Some fillers are made from cattle or pig tissue, and others from humans. The DoH believes that there may be a risk of transmission of blood-borne viruses and even vCJD from collagen containing human tissue. Although there is as yet no evidence that this has happened, the inquiry found that some collagen injections had triggered inflammatory reactions causing permanent discomfort, scarring and disfigurement. In their report, the inquiry team said that if there was a risk, “action should be taken to protect patient safety through regulation”.
While new regulations are to be drawn up, the department is currently powerless to regulate most human-tissue fillers intended for injection or implant, as they occupy a legal grey area. Most products are not governed by regulations controlling medical products, as they are not classified as medicines. They also escape cosmetics regulations, which only apply to substances used on the surface of the skin and not those injected beneath it. The Healthcare Commission is planning new regulations for cosmetic surgery clinics next year, but these will not control the substances used by plastic surgeons.
Hand transplants
A number of plastic surgeons have told the Guardian that they have been hearing rumours about the use of tissue harvested from executed prisoners for several years.

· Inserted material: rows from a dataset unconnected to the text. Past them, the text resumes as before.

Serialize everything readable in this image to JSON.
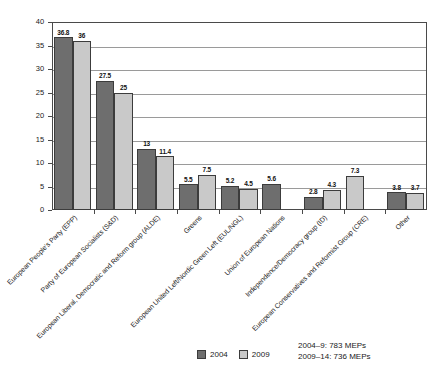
{
  "chart_data": {
    "type": "bar",
    "title": "",
    "xlabel": "",
    "ylabel": "",
    "ylim": [
      0,
      40
    ],
    "yticks": [
      0,
      5,
      10,
      15,
      20,
      25,
      30,
      35,
      40
    ],
    "grid": true,
    "legend_position": "bottom-center",
    "categories": [
      "European People's Party (EPP)",
      "Party of European Socialists (S&D)",
      "European Liberal, Democratic and Reform group (ALDE)",
      "Greens",
      "European United Left/Nordic Green Left (EUL/NGL)",
      "Union of European Nations",
      "Independence/Democracy group (ID)",
      "European Conservatives and Reformist Group (CRE)",
      "Other"
    ],
    "series": [
      {
        "name": "2004",
        "color": "#6e6e6e",
        "values": [
          36.8,
          27.5,
          13,
          5.5,
          5.2,
          5.6,
          2.8,
          null,
          3.8
        ],
        "labels": [
          "36.8",
          "27.5",
          "13",
          "5.5",
          "5.2",
          "5.6",
          "2.8",
          "",
          "3.8"
        ]
      },
      {
        "name": "2009",
        "color": "#c9c9c9",
        "values": [
          36,
          25,
          11.4,
          7.5,
          4.5,
          null,
          4.3,
          7.3,
          3.7
        ],
        "labels": [
          "36",
          "25",
          "11.4",
          "7.5",
          "4.5",
          "",
          "4.3",
          "7.3",
          "3.7"
        ]
      }
    ]
  },
  "legend": {
    "items": [
      {
        "label": "2004",
        "color": "#6e6e6e"
      },
      {
        "label": "2009",
        "color": "#c9c9c9"
      }
    ]
  },
  "footnotes": [
    "2004–9: 783 MEPs",
    "2009–14: 736 MEPs"
  ]
}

Peter Butler, a consultant plastic surgeon and government adviser, said there had been rumours that Chinese surgeons had performed hand transplants using hands from executed prisoners. One transplant centre was believed to be adjacent to an execution ground. “I can see the utility of it, as they have access and no ethical objection,” he said. “The main concern would be infective risk.”
Andrew Lee of the University of Pitts burgh School of Medicine, who has visited China to examine transplant techniques, said he had heard similar rumours.
Manufacturers of aesthetic fillers said they had seen Chinese collagen products on sale at trade fairs, but had not seen any labelled Chinese-made in the UK. Dan Cohen, whose US-based company, Inamed, produces collagen products, said: “We have come across Chinese products in the market place. But most products from China are being sold ‘off-label’ or are being imported illegally.”
In China, authorities deny that prisoners’ body parts are harvested without their consent. However, there is some evidence to suggest it may be happening.
In June 2001, Wang Guoqi, a Chinese former military physician, told US congressmen he had worked at execution grounds helping surgeons to harvest the organs of more than 100 executed prisoners, without prior consent. The surgeons used converted vans parked near the execution grounds to begin dissecting the bodies, he told the house international relations committee’s human rights panel.
Skin was said to be highly valued for the treatment of burn victims, and Dr Wang said that in 1995 he skinned a shot convict’s body while the man’s heart was still beating. Dr Wang, who was seeking asylum in the US, also alleged that corneas and other body tissue were removed for transplant, and said his hospital, the Tianjin paramilitary police general brigade hospital, sold body parts for profit.
Human rights activists in China have repeatedly claimed that organs have been harvested from the corpses of executed prisoners and sold to surgeons offering transplants to fee-paying foreigners.
Dr Wang’s allegations infuriated the Chinese authorities, and in a rare move officials publicly denounced him as a liar. The government said organs were transplanted from executed prisoners only if they and their family gave consent.
Although the exact number of people facing the death penalty in China is an official secret, Amnesty International believes around 3,400 were executed last year, with a further 6,000 on death row.